(Stored data)
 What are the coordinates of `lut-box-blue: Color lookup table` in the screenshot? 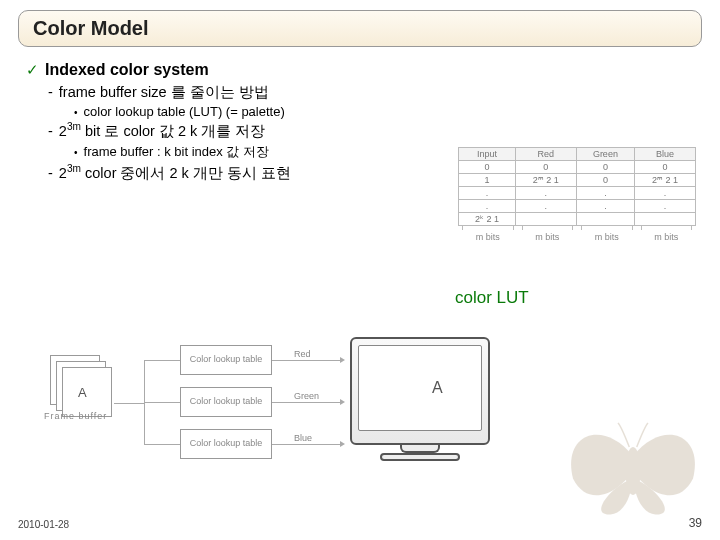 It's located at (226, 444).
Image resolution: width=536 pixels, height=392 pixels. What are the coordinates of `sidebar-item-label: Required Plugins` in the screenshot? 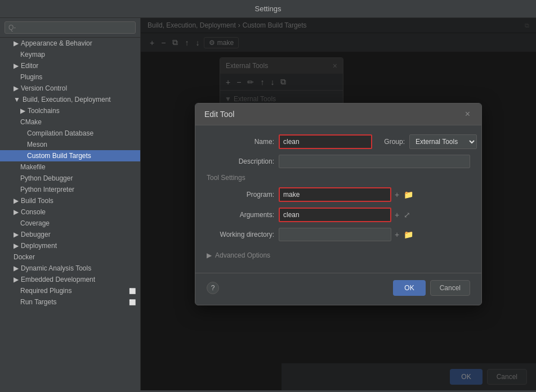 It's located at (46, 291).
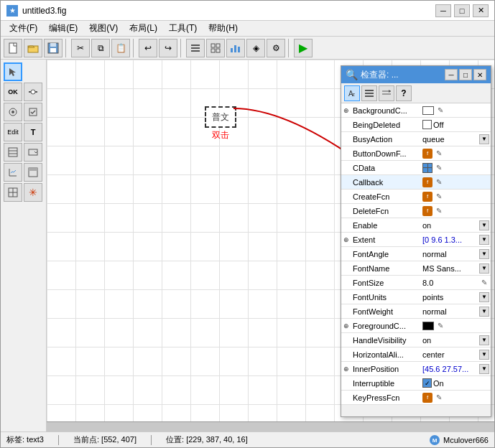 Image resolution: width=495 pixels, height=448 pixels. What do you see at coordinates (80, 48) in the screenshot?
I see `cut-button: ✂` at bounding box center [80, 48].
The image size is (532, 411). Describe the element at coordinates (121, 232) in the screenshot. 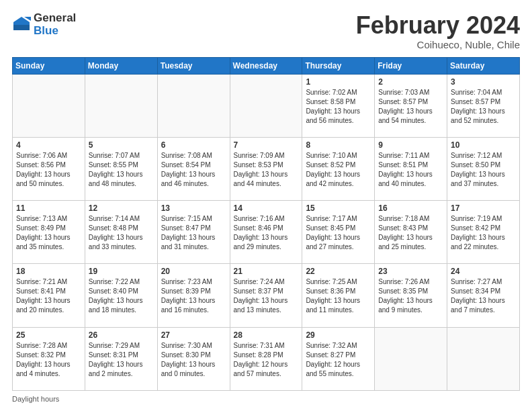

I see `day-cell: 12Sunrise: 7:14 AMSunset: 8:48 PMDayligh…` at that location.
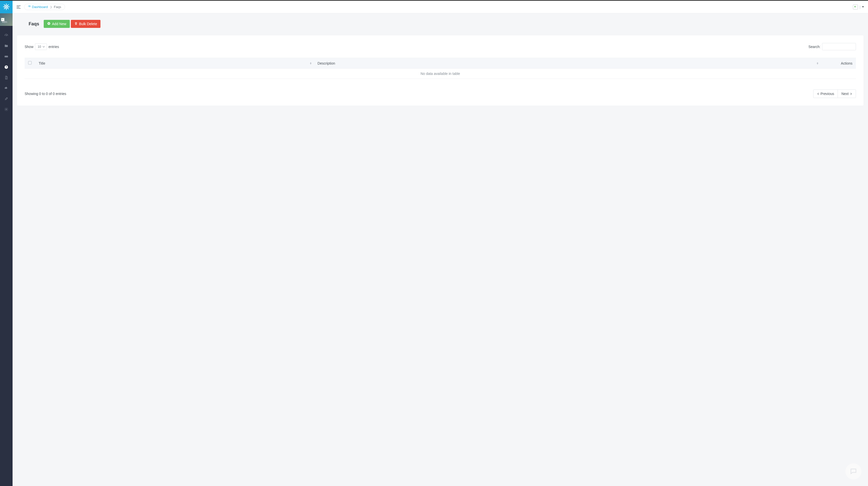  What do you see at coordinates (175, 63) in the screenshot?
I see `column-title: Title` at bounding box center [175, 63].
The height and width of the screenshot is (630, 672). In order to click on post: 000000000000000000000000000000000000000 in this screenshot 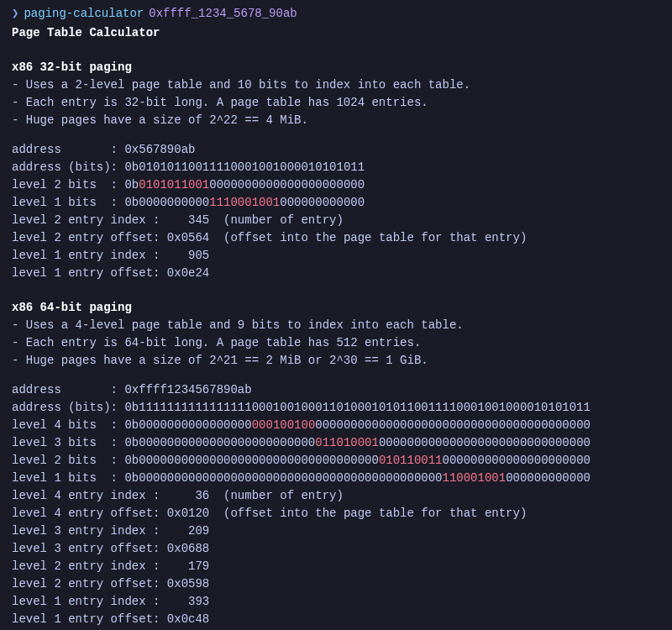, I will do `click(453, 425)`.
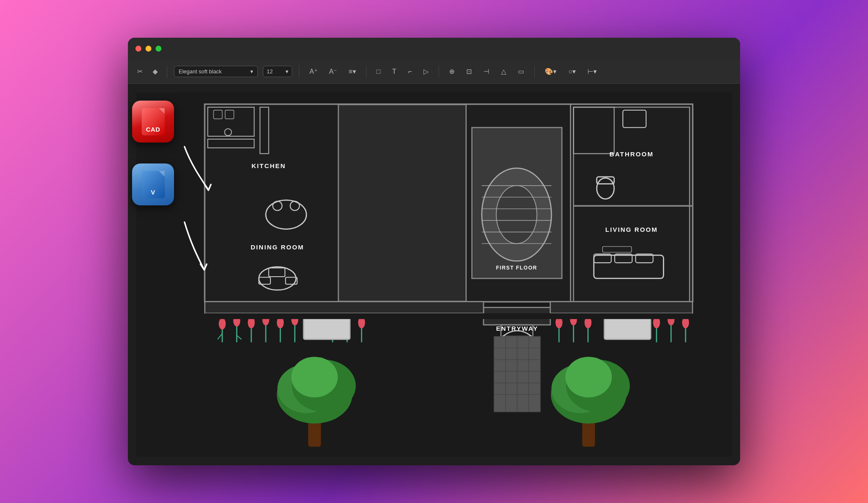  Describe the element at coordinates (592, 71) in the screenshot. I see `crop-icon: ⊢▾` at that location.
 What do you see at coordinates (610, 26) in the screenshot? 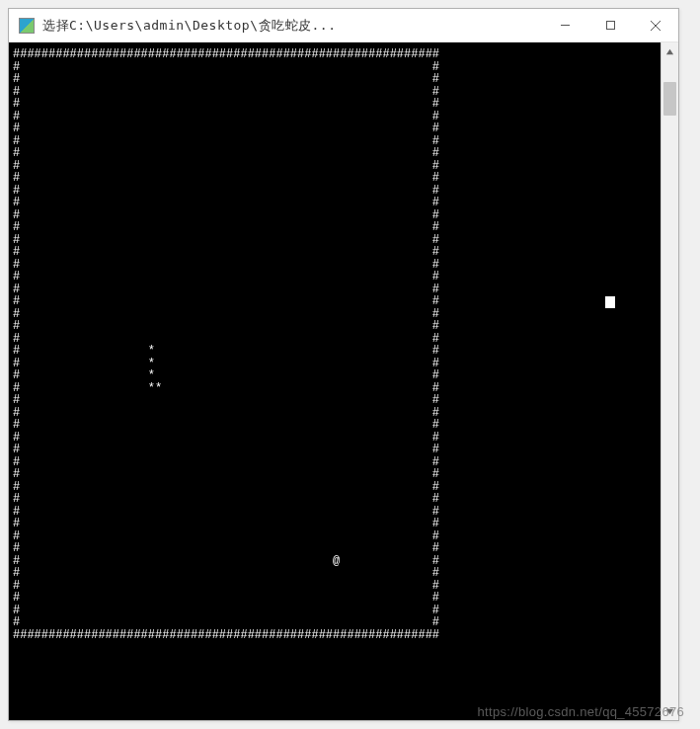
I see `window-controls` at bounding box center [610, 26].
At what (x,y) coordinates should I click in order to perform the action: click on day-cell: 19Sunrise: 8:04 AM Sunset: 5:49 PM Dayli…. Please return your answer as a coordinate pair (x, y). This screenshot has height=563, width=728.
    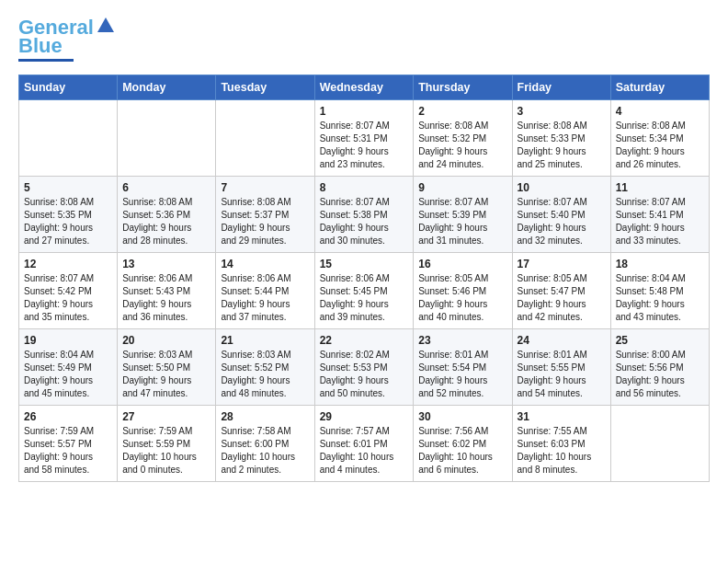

= What you have to do =
Reproduce, word for word, the lines from the one containing "What do you see at coordinates (610, 26)" through the final line above. Leave every picture out.

= Output for this exercise =
 What do you see at coordinates (610, 26) in the screenshot? 
I see `window-controls` at bounding box center [610, 26].
At what (x,y) coordinates should I click in order to perform the action: click on day-cell: 19Sunrise: 8:04 AM Sunset: 5:49 PM Dayli…. Please return your answer as a coordinate pair (x, y). This screenshot has height=563, width=728.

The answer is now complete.